Remembering Abu Jihad and why, really, the Israelis killed him

More than 24 years after the event, and to prevent a battle with the newspaper in the courts, Israeli military censors cleared for publication by Yediot Ahronot a truth – that it was Israeli commandoes who, on 16 April 1988, went all the way to Tunis to murder Abu Jihad, the co-founder with Arafat of Fatah and, at the time of his death, Arafat’s number two and most likely successor in the event of his assassination.

The short story as now told by Yediot Ahronot confirms the long and detailed account as set down in the 1994 edition of my book Arafat (which was an updated version of the 1984 first edition with the title Arafat – Terrorist or Peacemaker?)

In this article my purpose is to provide the context for the Israeli decision to terminate Abu Jihad, and there is no better way of doing it than by offering my internet readers, here and now, the text of a very short chapter in Volume Three of the American edition of my book Zionism: The Real Enemy of the Jews. It, Chapter 14, has the title

Zionism as the Recruiting Sergeant for Violent Islamic Fundamentalism (Palestinian Style).

Here is the text.

December 1987 saw the start of the first intifada or Palestinian uprising in the occupied West Bank and Gaza. As it gathered momentum it captured and held the Western media’s attention, demonstrating once again that it was only when Palestinians resorted to violence, in this case stone-throwing, that their cry for a measure of justice was heard.

As part of its global propaganda effort to have the world believe that Arafat in faraway Tunis was an irrelevance, Zionism asserted that the uprising in the Occupied Territories had nothing to do with Arafat and his PLO, and that he was merely jumping onto the intifada bandwagon - to give his “discredited” organisation the appearance of life after death. (Two years earlier Israeli jets had gone all the way to Tunis to destroy Arafat’s headquarters and blow him to pieces! By chance, apparently, Arafat was not at his desk when the bombs fell. The Israelis then were desperate to kill him because President Reagan’s new Secretary of State, George Shultz, had been trying, Vance-like, to involve the PLO in the peace process; and Britain’s Prime Minister, Margaret Thatcher, was about to make history by inviting two senior PLO executives to London for official talks. For their own propaganda purposes Israeli and other gut-Zionists proclaimed that Arafat was irrelevant but their actions demonstrated that they knew he was not.)

The explosion of Palestinian anger which became the first uprising against Israeli occupation was spontaneous, but Arafat and his leadership colleagues had anticipated it and made plans to sustain it.

Even as he was sailing away from Beirut for Tunis in August of 1982, Arafat was thinking about how to play the “internal (Occupied Territories) card”, to prevent the PLO being cancelled as a factor in the Middle East peace equation.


* **Exercise prompt**:
Print the data below again in full, exactly as it stands, with no images.

_ _ _ _ _ _ _

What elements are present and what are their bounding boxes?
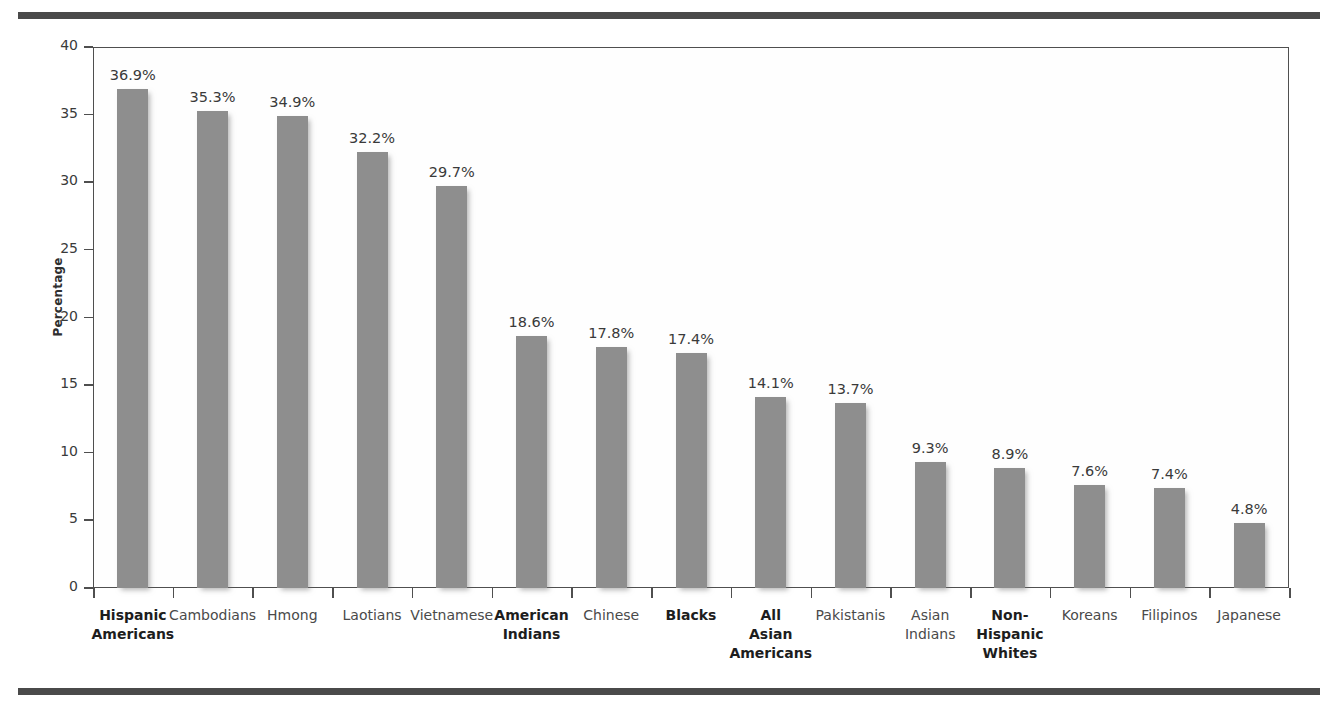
bar-value-label: 17.4% xyxy=(646,331,736,347)
x-axis-tick xyxy=(412,588,414,598)
x-axis-tick xyxy=(1209,588,1211,598)
bar[interactable] xyxy=(1234,523,1265,588)
x-axis-tick xyxy=(332,588,334,598)
bar-value-label: 32.2% xyxy=(327,130,417,146)
x-axis-tick xyxy=(651,588,653,598)
x-axis-category-label: Japanese xyxy=(1197,606,1301,625)
x-axis-tick xyxy=(173,588,175,598)
y-tick-mark xyxy=(84,46,93,48)
bar-value-label: 35.3% xyxy=(168,89,258,105)
bar[interactable] xyxy=(1074,485,1105,588)
y-tick-label: 40 xyxy=(60,37,78,53)
y-tick-label: 20 xyxy=(60,308,78,324)
bar-chart-figure: Percentage 0510152025303540 36.9%35.3%34… xyxy=(0,28,1338,678)
x-axis-tick xyxy=(811,588,813,598)
bar-value-label: 17.8% xyxy=(566,325,656,341)
y-tick-mark xyxy=(84,452,93,454)
bar[interactable] xyxy=(357,152,388,588)
x-axis-tick xyxy=(93,588,95,598)
bar[interactable] xyxy=(197,111,228,588)
x-axis-tick xyxy=(1289,588,1291,598)
bar-value-label: 29.7% xyxy=(407,164,497,180)
bar[interactable] xyxy=(277,116,308,588)
y-tick-label: 10 xyxy=(60,443,78,459)
bar-value-label: 8.9% xyxy=(965,446,1055,462)
y-tick-mark xyxy=(84,519,93,521)
y-tick-label: 5 xyxy=(69,510,78,526)
bar-value-label: 13.7% xyxy=(805,381,895,397)
y-tick-mark xyxy=(84,249,93,251)
bar[interactable] xyxy=(436,186,467,588)
x-axis-tick xyxy=(252,588,254,598)
y-tick-mark xyxy=(84,114,93,116)
bar-value-label: 7.4% xyxy=(1124,466,1214,482)
bar[interactable] xyxy=(516,336,547,588)
x-axis-tick xyxy=(571,588,573,598)
x-axis-tick xyxy=(970,588,972,598)
y-tick-label: 0 xyxy=(69,578,78,594)
y-tick-label: 15 xyxy=(60,375,78,391)
bar[interactable] xyxy=(596,347,627,588)
y-tick-mark xyxy=(84,384,93,386)
bar-value-label: 36.9% xyxy=(88,67,178,83)
top-rule xyxy=(18,12,1320,19)
bar[interactable] xyxy=(676,353,707,588)
bar[interactable] xyxy=(117,89,148,588)
y-tick-label: 35 xyxy=(60,105,78,121)
y-tick-label: 25 xyxy=(60,240,78,256)
bottom-rule xyxy=(18,688,1320,695)
bar[interactable] xyxy=(994,468,1025,588)
bar[interactable] xyxy=(755,397,786,588)
x-axis-tick xyxy=(492,588,494,598)
y-tick-label: 30 xyxy=(60,172,78,188)
x-axis-tick xyxy=(1130,588,1132,598)
x-axis-tick xyxy=(731,588,733,598)
x-axis-tick xyxy=(890,588,892,598)
bar-value-label: 18.6% xyxy=(487,314,577,330)
x-axis-tick xyxy=(1050,588,1052,598)
bar-value-label: 7.6% xyxy=(1045,463,1135,479)
y-tick-mark xyxy=(84,181,93,183)
bar[interactable] xyxy=(835,403,866,588)
bar-value-label: 9.3% xyxy=(885,440,975,456)
bar-value-label: 4.8% xyxy=(1204,501,1294,517)
bar[interactable] xyxy=(915,462,946,588)
bar-value-label: 34.9% xyxy=(247,94,337,110)
y-tick-mark xyxy=(84,587,93,589)
y-tick-mark xyxy=(84,317,93,319)
bar[interactable] xyxy=(1154,488,1185,588)
bar-value-label: 14.1% xyxy=(726,375,816,391)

_ _ _ _ _ _ _

* **Written solution**:
What elements are present and what are their bounding boxes?
bar-value-label: 17.4% xyxy=(646,331,736,347)
x-axis-tick xyxy=(412,588,414,598)
x-axis-tick xyxy=(1209,588,1211,598)
bar[interactable] xyxy=(1234,523,1265,588)
x-axis-tick xyxy=(332,588,334,598)
bar-value-label: 32.2% xyxy=(327,130,417,146)
x-axis-tick xyxy=(651,588,653,598)
x-axis-category-label: Japanese xyxy=(1197,606,1301,625)
x-axis-tick xyxy=(173,588,175,598)
y-tick-mark xyxy=(84,46,93,48)
bar-value-label: 35.3% xyxy=(168,89,258,105)
bar[interactable] xyxy=(1074,485,1105,588)
y-tick-label: 40 xyxy=(60,37,78,53)
y-tick-label: 20 xyxy=(60,308,78,324)
bar-chart-figure: Percentage 0510152025303540 36.9%35.3%34… xyxy=(0,28,1338,678)
x-axis-tick xyxy=(811,588,813,598)
bar-value-label: 17.8% xyxy=(566,325,656,341)
y-tick-mark xyxy=(84,452,93,454)
bar[interactable] xyxy=(357,152,388,588)
x-axis-tick xyxy=(93,588,95,598)
bar[interactable] xyxy=(197,111,228,588)
x-axis-tick xyxy=(1289,588,1291,598)
bar-value-label: 29.7% xyxy=(407,164,497,180)
bar[interactable] xyxy=(277,116,308,588)
y-tick-label: 10 xyxy=(60,443,78,459)
bar-value-label: 8.9% xyxy=(965,446,1055,462)
y-tick-mark xyxy=(84,519,93,521)
y-tick-label: 5 xyxy=(69,510,78,526)
bar-value-label: 13.7% xyxy=(805,381,895,397)
y-tick-mark xyxy=(84,249,93,251)
bar[interactable] xyxy=(436,186,467,588)
x-axis-tick xyxy=(252,588,254,598)
y-tick-mark xyxy=(84,114,93,116)
bar-value-label: 7.4% xyxy=(1124,466,1214,482)
bar[interactable] xyxy=(516,336,547,588)
x-axis-tick xyxy=(571,588,573,598)
x-axis-tick xyxy=(970,588,972,598)
y-tick-label: 0 xyxy=(69,578,78,594)
y-tick-label: 15 xyxy=(60,375,78,391)
bar[interactable] xyxy=(596,347,627,588)
y-tick-mark xyxy=(84,384,93,386)
bar-value-label: 36.9% xyxy=(88,67,178,83)
top-rule xyxy=(18,12,1320,19)
bar[interactable] xyxy=(676,353,707,588)
bar[interactable] xyxy=(117,89,148,588)
y-tick-label: 35 xyxy=(60,105,78,121)
y-tick-label: 25 xyxy=(60,240,78,256)
bottom-rule xyxy=(18,688,1320,695)
bar[interactable] xyxy=(994,468,1025,588)
bar[interactable] xyxy=(755,397,786,588)
x-axis-tick xyxy=(492,588,494,598)
y-tick-label: 30 xyxy=(60,172,78,188)
x-axis-tick xyxy=(1130,588,1132,598)
x-axis-tick xyxy=(731,588,733,598)
x-axis-tick xyxy=(890,588,892,598)
bar-value-label: 18.6% xyxy=(487,314,577,330)
x-axis-tick xyxy=(1050,588,1052,598)
bar-value-label: 7.6% xyxy=(1045,463,1135,479)
y-tick-mark xyxy=(84,181,93,183)
bar[interactable] xyxy=(835,403,866,588)
bar-value-label: 9.3% xyxy=(885,440,975,456)
bar-value-label: 4.8% xyxy=(1204,501,1294,517)
bar[interactable] xyxy=(915,462,946,588)
bar-value-label: 34.9% xyxy=(247,94,337,110)
y-tick-mark xyxy=(84,587,93,589)
y-tick-mark xyxy=(84,317,93,319)
bar[interactable] xyxy=(1154,488,1185,588)
bar-value-label: 14.1% xyxy=(726,375,816,391)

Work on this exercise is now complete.